If the system is ineffective for those who can keep up with it, it is downright useless for those who have fallen through the cracks. In his latest non-fiction book "Junanasai No Satsujinsha" (Seventeen-year-old Murderers), crime writer Seiji Fuji reveals the institutionalized problems that turned a troubled adolescent into a murderer. Last year, a busjacking by a seventeen-year-old boy that ended in the murder of an elderly female passenger, received national media attention. A long history of psychiatric problems, cause in part by incessent bullying at school, plauged the youth who, at one points, endured a two month hospital stay for injuries incurred when his classmates forced him to jump a five meter ledge. Though his mother had appealed to his teachers for help, the school remained unresponsive and he eventually dropped out of school, becoming a statistic among the growing number of students who engage in hikkikomori (withdrawal from school and or society). When the boy began to exhibit violent behavior, the mother appealed to the police and psychiatric hospitals for help. The police were reluctant to assist, and the hospital released the boy three days before the busjacking.

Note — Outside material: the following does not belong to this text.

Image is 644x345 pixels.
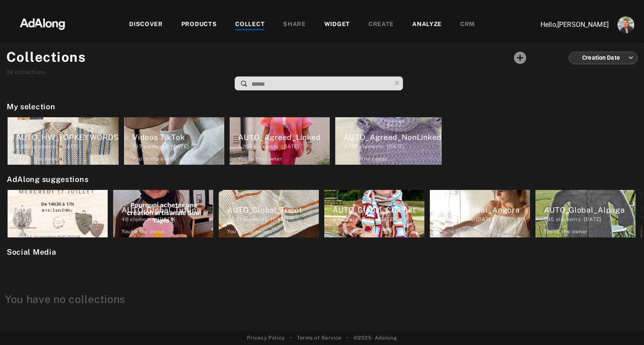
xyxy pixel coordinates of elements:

Fuji, however, does not only believe that increasing violent tendencies are limited to Japanese youth. Adults are becoming more violent as well. "People really need to throw out the misconception that Japan is a safe country, or that 'it won't happen to me,' state of mind," Fuji warns in a recent Davinci magazine interview.

At least the mother of the busjacker tried to find help. Many parents and teachers, under the latent pressure of societal conventions, sweep possibly dangerous psychiatric problems surreptitiously under the carpet. While in America mental illness abounds as a fashionable social accessory, mental illness in Japan is still very much a taboo.

In a 1997 case that sent collective shivers down the nation's spine, a fourteen-year-old decapitated a younger mentally challenged male neighbor and placed the severed head at the front steps of the local school. The boy had also bludgeoned two girls while riding past them on a bicycle. One of the girls later died at a nearby hospital. A police investigation unearthed a pattern of chilling brutality in the teen who often cruelly bullied his male victim and habitually eviscerated stray cats around his neighborhood. The court ordered mandatory rehabilitation. But Takaaki Mori, a counselor who worked with the young murderer, seriously questions whether the reformatory has even come close to changing his violent proclivities.

"The school is only concerned with keeping the boy in line and has no intention of believing in these boys," Mori stated in a recent article on japantoday.com. "It's doubtful whether the school can rehabilitate these kids."

Mori, who was supposed to spend ten sessions counseling wayward youth on the sanctity of life, was sacked from the center after only two sessions for allowing the boys to speak too freely. Hiroshi Yahata, a clinical psychologist in Japan, speculated on the reasons for Mori's dismissal for japantoday.com.

"Battle Royale," for all of its violence, will garner a few mediocre to bad reviews, while in the long run Japan's education system must answer for so much more.

And, here in America, the new administration pursues an aggressive agenda of student testing as the core of its education program despite opposition from teachers' organizations and PTAs across the nation.

Fukasaku, who met socially with Tokyo Governor Shintaro Ishihara last week, made some pointed jabs at the government's stance, quipping that he'd like to film a "Battle Royale II" at Tokyo's City Hall. "But there are too many regulations here," he joked.